Robotic fish are nothing new. Researchers have studied and developed different robotic fish that mimic the real thing and provide valuable data to scientists. Often it is manking reaping the benefits of these robotic fish as they glean data and information we can tap into but one scientist is looking to close the loop and combine human ingenuity and nature’s wisdom to protect a species or ecosystem.
Maurizio Porfiri, assistant professor of mechanical engineering at the Polytechnic Institute of New York University, is getting near that objective with his innovative behavioral research of schooling fish. Porfini received funding from the National Science Foundation (NSF) and the organization’s prestigious Faculty Early Career Development (CAREER) award. Porfiri’s findings led him to create a series of biologically inspired robots that may help preserve and protect marine life.
“Studies of schools of fish, flocks of birds and herds of animals have inspired robotic systems designed for our own applications,” said Porfiri. “But I wanted to see if I could close the gap, bringing some of those benefits back into the natural world.”
Porfiri studied how leadership is established in schooling fish populations and discovered quite a vast system of information sharing.
“They decide when to school based on a wide variety of factors, including vision and pressure cues from other fish,” adds Porfiri. “By studying these cues, we can learn how school members recognize–and follow–a leader.”
The remarkable part of Porfiri’s study was seeing if he could incorporate an impostor into the group that could establish and enforce leadership. The use of a robot could help lead the group out of dangerous situations — oil spills, chemical spills, man-made dangers or other natural disasters that could be an immediate threat to the school.
So Porfiri doesn’t win points for creating a fish that visually mimics other fish but his robotic leader fish is quite agile. In early tests where the robo-leader is deployed around groups of gregarious fish, these robotic members have been effective at influencing the school’s behavior. Porfiri suggests that one of the secrets to the robots’ ability to successfully school with real fish may lie in their mimicry of the swim characteristics of real fish. Although the first generation of robotic fish can only move laterally on a plane, the next iterations will be able to dive and surface.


THE TASK => This task calls for copying every line in the data below that contains the word "upward".

SUPPLIED ENTRIES =>
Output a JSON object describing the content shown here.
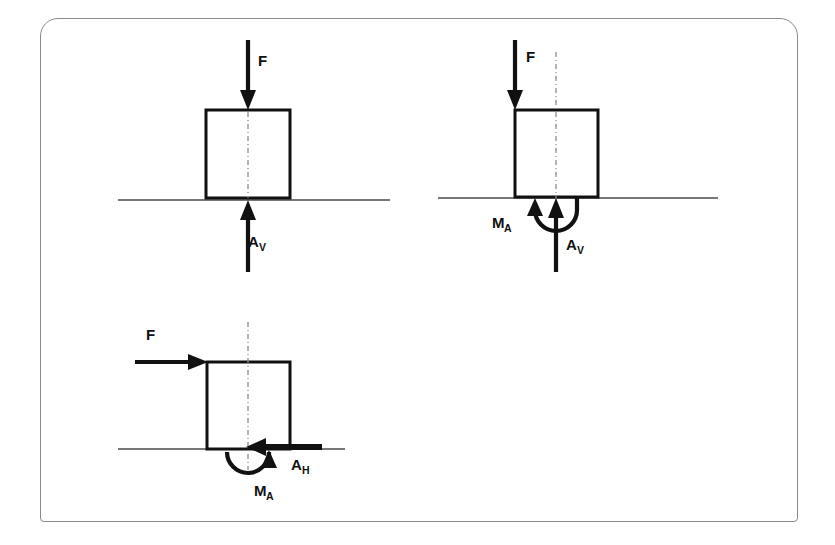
{
  "figure": {
    "frame": {
      "border_color": "#8a8a8a",
      "background_color": "#ffffff"
    },
    "ink_color": "#111111",
    "ground_color": "#4a4a4a",
    "axis_color": "#8d8d8d"
  },
  "diagrams": [
    {
      "id": "diagram-1",
      "name": "vertical-load-vertical-reaction",
      "position": "top-left",
      "labels": {
        "applied_force": "F",
        "reaction_vertical": "A",
        "reaction_vertical_sub": "V"
      },
      "elements": [
        "downward force arrow F on top face at centroid axis",
        "square body outline",
        "ground support line",
        "vertical centroid dash-dot axis",
        "upward reaction arrow A_V at centroid axis"
      ]
    },
    {
      "id": "diagram-2",
      "name": "eccentric-vertical-load-moment-reaction",
      "position": "top-right",
      "labels": {
        "applied_force": "F",
        "reaction_vertical": "A",
        "reaction_vertical_sub": "V",
        "reaction_moment": "M",
        "reaction_moment_sub": "A"
      },
      "elements": [
        "downward force arrow F at left edge of body",
        "square body outline",
        "ground support line",
        "vertical centroid dash-dot axis",
        "upward reaction arrow A_V at centroid axis",
        "counterclockwise moment arc M_A below support"
      ]
    },
    {
      "id": "diagram-3",
      "name": "horizontal-load-horizontal-and-moment-reaction",
      "position": "bottom-left",
      "labels": {
        "applied_force": "F",
        "reaction_horizontal": "A",
        "reaction_horizontal_sub": "H",
        "reaction_moment": "M",
        "reaction_moment_sub": "A"
      },
      "elements": [
        "rightward force arrow F at top-left corner of body",
        "square body outline",
        "ground support line",
        "vertical centroid dash-dot axis",
        "leftward reaction arrow A_H along support line",
        "clockwise moment arc M_A below support"
      ]
    }
  ]
}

ANSWER =>
        "upward reaction arrow A_V at centroid axis"
        "upward reaction arrow A_V at centroid axis",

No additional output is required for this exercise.